In the 1800’s, Edgar Marsh (Laurence Payne) is a sexually repressed dope addict.  When he is not working as a librarian, he spends his time in his room looking at pictures of naked women.  He sees a beautiful new tenant move into the boarding house across the road.  He learns that her name is Betty Claire (Adrienne Corri).  He watches her through the window each night as she undresses.  He asks his best friend Carl Loomis (Dermont Walsh) how to meet women.

Edgar finally gets up the nerve to ask her out.  After dinner he takes her home.  At her door he screws-up.  He grabs her and tries to forcefully kiss her.  She rebuffs him.  The next day he apologizes and begs her to have a drink with him.  Feeling sorry for him, she agrees.  Edgar quickly becomes infatuated with Betty.

One night at dinner Edgar introduces Betty to Carl.  Betty is immediately attracted to Carl.  Carl, being far more experienced with women, sees that Betty is interested in him whereas Edgar is oblivious.  Carl tries to warn Edgar that he is getting in over his head and that Betty is the first girl he has ever dated so he shouldn’t expect too much.  Edgar is already in love and believes that he has a future with Betty.  Not wanting to hurt his friend or encourage Betty Carl tries to stay away from them but Betty keeps showing up and Edgar keeps insisting that Carl join them.

The next time they have dinner Betty can only look at Carl.  By now Carl is becoming enthralled with Betty.  They agree to meet after dinner.  That night Carl shows up in Betty’s room.  As they make love Edgar is across the road watching from his bedroom window.  The sight of his best friend, and the woman he believes is his girlfriend, together, sends Edgar over the edge.  Edgar doesn’t take it well at all. 

“The Tell-Tale Heart” was released in 1960 and was directed by Ernest Morris.  It is a British horror movie based on the Edgar Allan Poe story.  In the U.S. it was released in 1962 under the title “The Hidden Room of 1,000 Horrors”.

If you take a good story, add in some wonderful spooky imagery, great acting and some noir touches you have a most enjoyable, although slightly long, movie.     

The number of films and shorts that have used this Poe story as a basis is getting to the point where one loses count.  This adaptation has a dark and sexual undertone.  In the case of Edgar, it is repressed.  He keeps porn but it is hidden in a cabinet where his housekeeper can’t see it.  He looks at the legs of a harlot in a bar but refuses to talk to her.  He secretly watches Betty undress in the darkness of his room across the road.  When he passes the portrait of his mother on the staircase, he gently caresses her cheek.  It makes one think that his mother was responsible for his reticence.  In what way, is the question.  Some of it may be the Victorian Era he was raised in, but it also seems to me that there are some nasty mommy issues hidden in his insane mind.       

In the beginning of the movie the landlady calls Edgar Marsh Mr. Poe several times.  Edgar Allan Poe’s name is spelled incorrectly in the credits.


THE PROBLEM
Each line with the word "pericardium" must appear in the answer, copied from the records.

DATA FOR REVIEW
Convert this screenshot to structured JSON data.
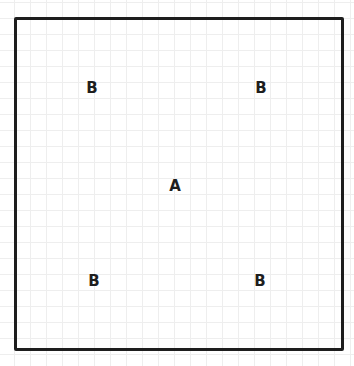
{
  "diagram": {
    "frame": {
      "label": ""
    },
    "labels": [
      {
        "text": "B",
        "x": 92,
        "y": 88
      },
      {
        "text": "B",
        "x": 261,
        "y": 88
      },
      {
        "text": "A",
        "x": 175,
        "y": 186
      },
      {
        "text": "B",
        "x": 94,
        "y": 281
      },
      {
        "text": "B",
        "x": 260,
        "y": 281
      }
    ]
  }
}
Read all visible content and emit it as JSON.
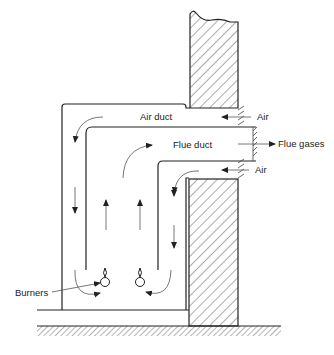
{
  "diagram": {
    "type": "technical-cross-section",
    "labels": {
      "air_duct": "Air duct",
      "flue_duct": "Flue duct",
      "air_top": "Air",
      "air_bottom": "Air",
      "flue_gases": "Flue gases",
      "burners": "Burners"
    },
    "colors": {
      "line": "#222222",
      "hatch": "#444444",
      "background": "#ffffff"
    }
  }
}
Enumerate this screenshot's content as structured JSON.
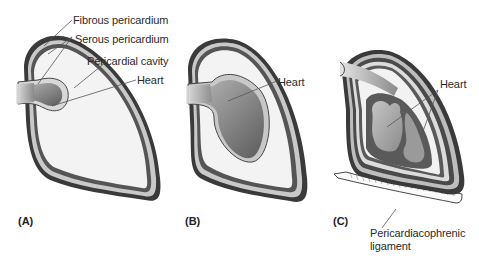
{
  "figure": {
    "panels": [
      {
        "id": "A",
        "label": "(A)"
      },
      {
        "id": "B",
        "label": "(B)"
      },
      {
        "id": "C",
        "label": "(C)"
      }
    ],
    "labels": {
      "fibrous_pericardium": "Fibrous pericardium",
      "serous_pericardium": "Serous pericardium",
      "pericardial_cavity": "Pericardial cavity",
      "heart_a": "Heart",
      "heart_b": "Heart",
      "heart_c": "Heart",
      "ligament_line1": "Pericardiacophrenic",
      "ligament_line2": "ligament"
    },
    "colors": {
      "fibrous_layer": "#3a3a3a",
      "serous_layer": "#d6d6d6",
      "cavity": "#f4f4f4",
      "heart_dark": "#6a6a6a",
      "heart_light": "#b4b4b4",
      "leader_line": "#555555"
    }
  }
}
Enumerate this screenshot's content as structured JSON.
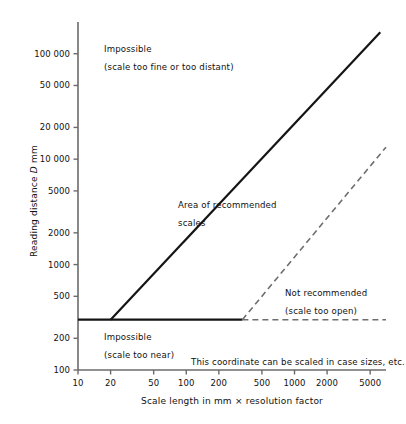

FINISHED EXERCISE
      "fibrous_pericardium": "Fibrous pericardium",
      "serous_pericardium": "Serous pericardium",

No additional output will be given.